“The very concept of objective truth is fading out of the world. Lies will pass into history.”
-George Orwell
Does the truth matter?
It seems to be one of the central questions of our age.
We just held a Senate confirmation hearing for Brett Kavanaugh’s lifetime appointment to the Supreme Court.
And despite multiple women making credible allegations of sexual misconduct against him…
Despite an FBI investigation so grossly limited in scope that investigators couldn’t even interview either the accusers or the accused…
Despite the withdrawal of support from some of the most conservative organizations including the National Council of Churches representing more than 100,000 congregations, the magazine of the Jesuit religious order, and even former Supreme Court Justice John Paul Stevens…
Despite all that, the Republican majority gave their wholehearted approval.
Only Alaska Senator Lisa Murkowski bucked her party and voted against him – while Senator Joe Manchin of West Virginia was the only Democrat to vote for him.
The result was a forgone conclusion – a Republican majority who blatantly ignored any evidence and made a decision based purely on party politics.
Dr. Christine Blasey Ford testified in front of these people only a week earlier about a drunk Kavanaugh’s attempted rape when they were both in school.
She put her life, her security and her family’s happiness on the line to come forward. She still can’t return to her home after multiple death threats.
Yet those in power chose to ignore her.
They looked at the facts presented to them and chose to interpret them in a way that allowed them to do what they wanted to do in the first place.
Many said that they believed Ford was accosted but not by Kavanaugh.
Yet they refused to allow the kind of investigation that might have gotten at the truth.
These are not the actions of lawmakers interested in what happened all those years ago between Kavanaugh and Ford – or between Kavanaugh and multiple other women who they didn’t even give a hearing.
These are not the actions of lawmakers concerned about picking the best person for the job.
Instead, they are the actions of partisans who put power over objective reality.
They’d rather craft a story that fits their desires than the other way around.
It is craven, cowardly and disrespectful to their office and their charge.
This article began with a quote from George Orwell, author of 1984. Let me offer another:
“Totalitarianism, however, does not so much promise an age of faith as an age of schizophrenia. A society becomes totalitarian when its structure becomes flagrantly artificial: that is, when its ruling class has lost its function but succeeds in clinging to power by force or fraud. Such a society, no matter how long it persists, can never afford to become tolerant or intellectually stable.”
That is what happened here. A ruling class resorting to force and fraud to broaden its power.
Republicans already have control of two branches of government. Now they have stolen a third – a power grab that will echo down the halls of history for decades to come.
This is a senate majority representing fewer people than the so-called minority, lead by a President who lost the popular vote.
It is not democracy or a just republic. It is a coup.
As Orwell warns, when we ignore an inconvenient reality, we are on the road to totalitarianism.
It didn’t matter to those senators whether Kavanaugh was a blackout drunk, whether he still drinks to excess, whether he engaged in sexual harassment or attempted rape.
Heck. He could have attacked Ford on the floor of the Senate, itself, on live TV.
None of it would have mattered.
He was simply a means to an end – the increased power of the Republican Party and the donor class it represents.
GOP senators (and even Kavanaugh, himself) complained about dark money influencing the nomination process, yet the overwhelming majority of that money came from conservative backers!
They raved and foamed at Democrats for stalling the nomination yet refused to take responsibility for sabotaging Barack Obama’s nomination of Merrick Garland.
Instead they offered bad faith distinctions between what you can do during an election year vs. a presidential election year – as if it made any difference.
It is not just the spirit of the Constitution that lay in tatters on the Senate floor – but the fabric of reality, itself.
Thankfully, voters have an opportunity to have their voices heard in a few weeks.
We can take to the polls and let these people know how we feel about it.
Honestly, this may be our last chance.
I am absolutely devastated by these events.
I find myself at the ripe old age of 44 chiding myself for being naïve.
I watched the hearing as if it were a TV show or a Frank Capra movie. At the last minute, goodness will prevail.
That didn’t happen.
I, too, was blind to reality.
Well, the blinders are off.
Like so many of you, I am in mourning for a country that never really existed.
But the wake is in November.
Let’s hope it will be the start of a rebirth.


▶ [Aim of the exercise]
Repeat each entry exactly, but do not carry over the pictures.

▶ [Provided data]
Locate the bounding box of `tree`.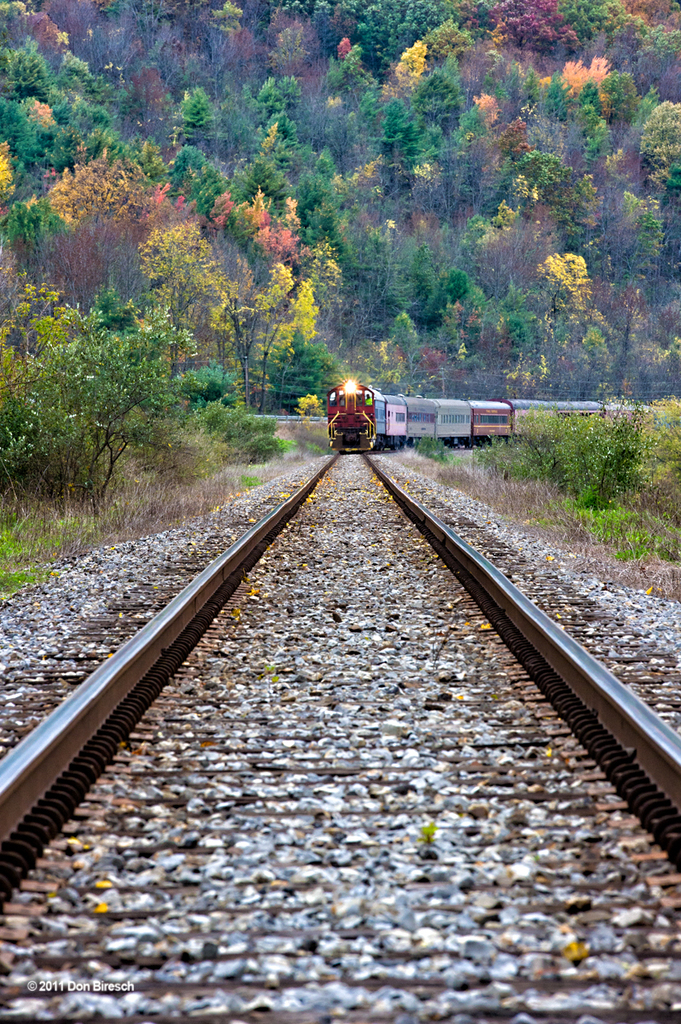
Bounding box: BBox(214, 100, 247, 166).
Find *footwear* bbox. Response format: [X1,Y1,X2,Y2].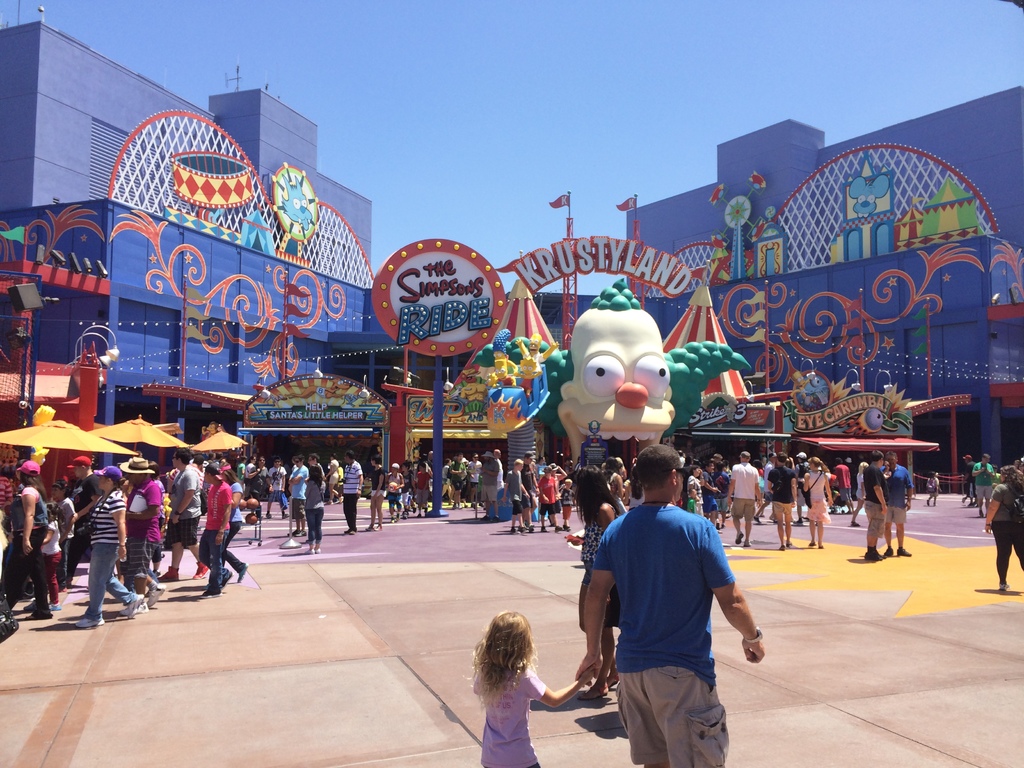
[865,553,882,559].
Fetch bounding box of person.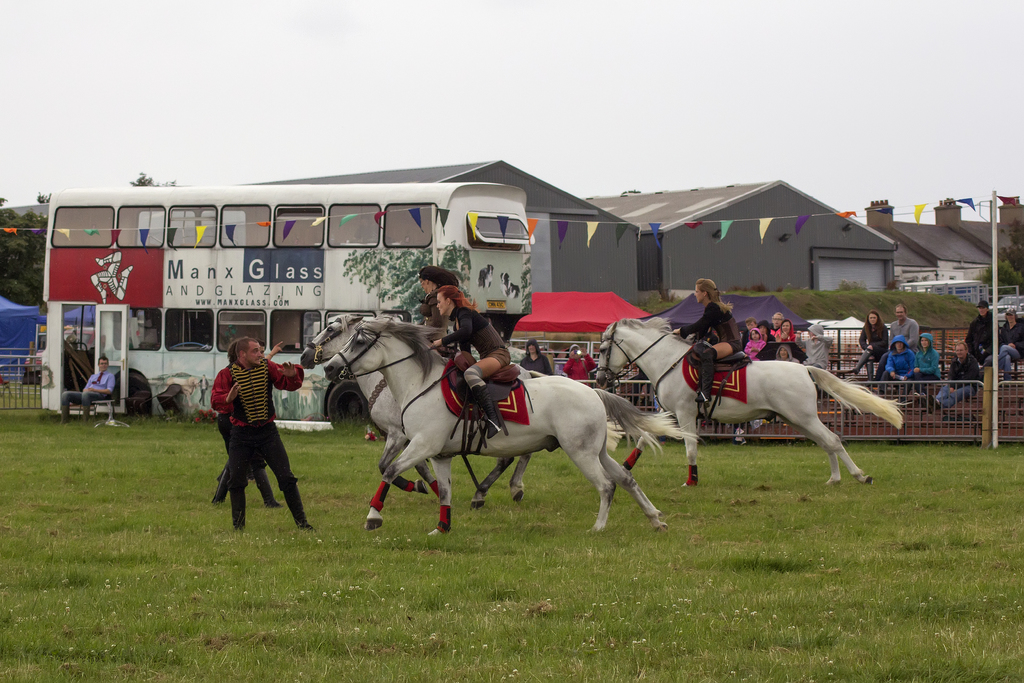
Bbox: (911, 332, 943, 402).
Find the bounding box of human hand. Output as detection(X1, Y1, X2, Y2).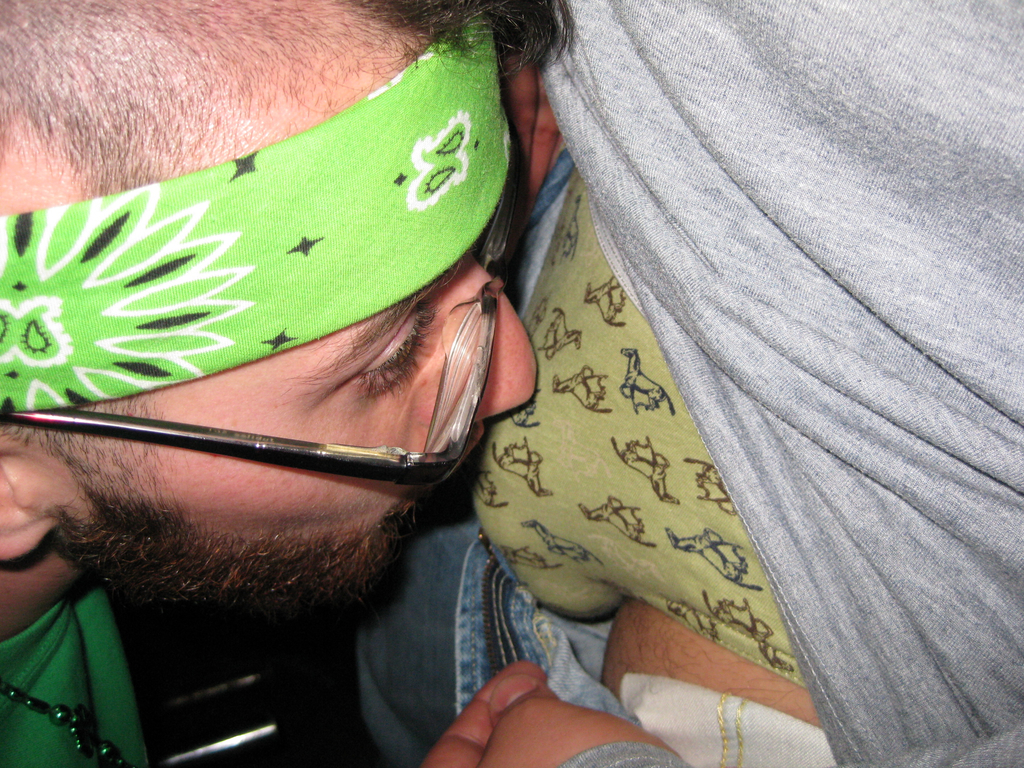
detection(419, 657, 680, 767).
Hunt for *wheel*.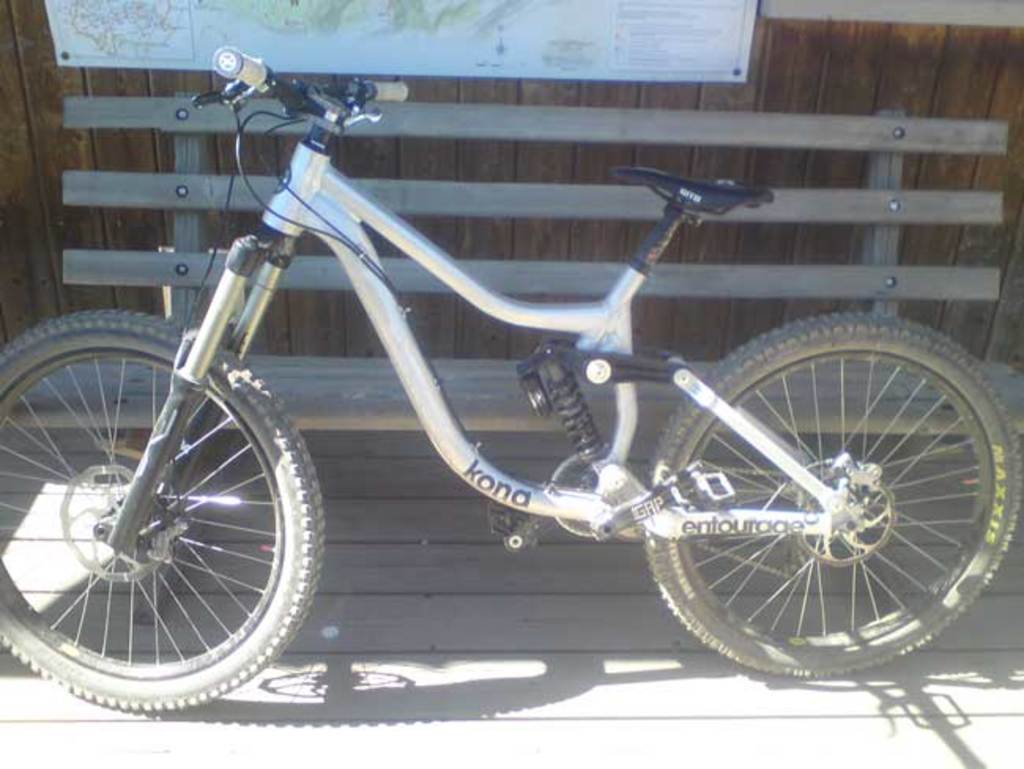
Hunted down at [640, 307, 1019, 681].
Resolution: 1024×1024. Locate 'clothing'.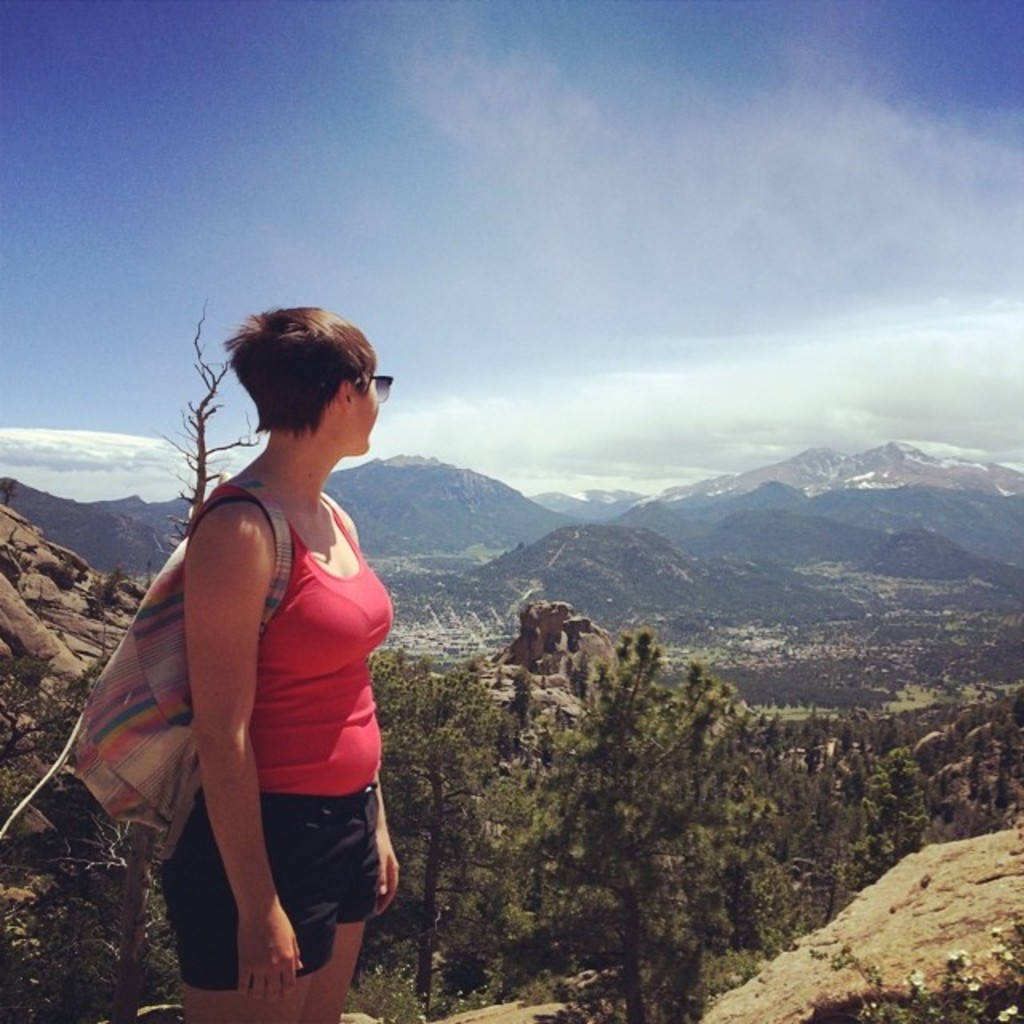
173:486:374:974.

▶ [Exercise response]
Locate the bounding box of `tree`.
Bounding box: BBox(214, 100, 247, 166).
Find *footwear* bbox. Response format: [X1,Y1,X2,Y2].
[865,553,882,559].
Fetch bounding box of person.
Bbox: (911, 332, 943, 402).
Find the bounding box of human hand. Output as detection(X1, Y1, X2, Y2).
detection(419, 657, 680, 767).
Hunt for *wheel*.
Hunted down at [640, 307, 1019, 681].
Resolution: 1024×1024. Locate 'clothing'.
173:486:374:974.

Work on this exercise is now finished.